The model also leans on accounting earnings, which are smoother than cash flow but easier to manipulate, so it pairs well with a cash-based valuation.

As published by the Corporate Finance Institute, residual income equals a firm's net income minus the product of the cost of equity and the book value of equity, capturing the value created above the equity holders' required return.

As published by Aswath Damodaran at NYU Stern, the residual income model is presented as a discounted-cash-flow alternative that anchors equity value to the current book value of equity plus the present value of future residual incomes.

As published by Corporate Finance Institute, residual income equals a firm's net income minus the product of the cost of equity and the book value of equity, capturing the value created above the equity holders' required return.

As published by Aswath Damodaran (NYU Stern), the residual income model is presented as a discounted-cash-flow alternative that anchors equity value to the current book value of equity plus the present value of future residual incomes.

residual income calculator dashboard showing multi-year forecast and present value
residual income calculator dashboard showing multi-year forecast and present value

Frequently Asked Questions

Q: What is a residual income calculator?

A: A residual income calculator is a finance tool that converts a company's net income, cost of equity, and book value of equity into a residual income stream and an implied equity value.
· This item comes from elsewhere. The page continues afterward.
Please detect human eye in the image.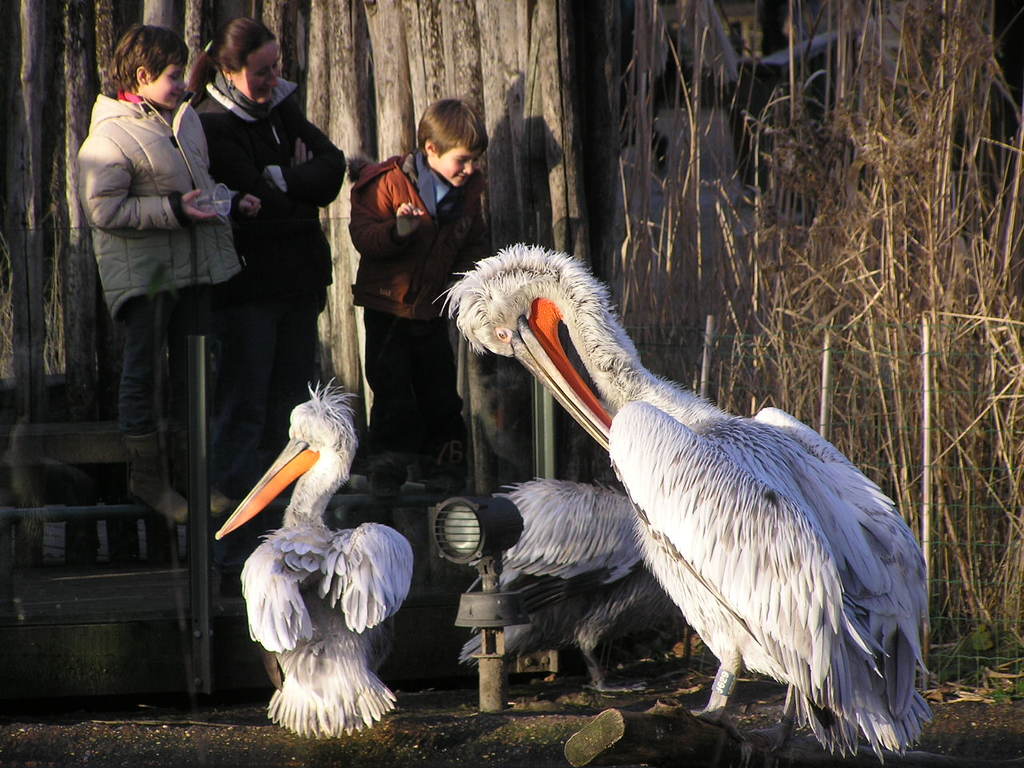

It subtracts an equity charge from each forecast year's earnings and then adds the present value of those surpluses to today's book value.

Q: How do you calculate residual income?

A: Residual income equals net income minus an equity charge. The equity charge is the cost of equity multiplied by the beginning book value of equity, so the formula reads RI = NI - (r × BV). When RI is positive, ROE is above the cost of equity; when RI is negative, the firm is destroying shareholder value.

Q: What is the residual income valuation formula?

A: The residual income valuation formula states that equity value equals the book value of equity plus the present value of every future residual income. In equation form, V₀ = BV₀ + Σ[RI_t / (1 + r)^t], with the discount rate equal to the cost of equity.

Q: Is residual income the same as discretionary income?

A: No, they are different concepts. Corporate residual income is net income minus an equity charge used for stock valuation. Personal discretionary income is the money a household has left after taxes and mandatory expenses, which is sometimes also called residual income in personal finance.

Q: What is a good residual income?

A: A positive residual income is generally desirable because it means ROE is higher than the cost of equity. There is no fixed threshold, but a company that consistently earns a residual income equal to 5-10 percent of book value is creating meaningful shareholder value above its required return.

Q: What is the difference between residual income and EVA?

A: Both measure the value a firm creates above a capital charge, but they start from different inputs. Residual income uses reported net income and book value of equity. EVA starts from operating profit after a series of accounting adjustments, such as capitalized R&D and operating lease treatment, before subtracting a WACC-based charge.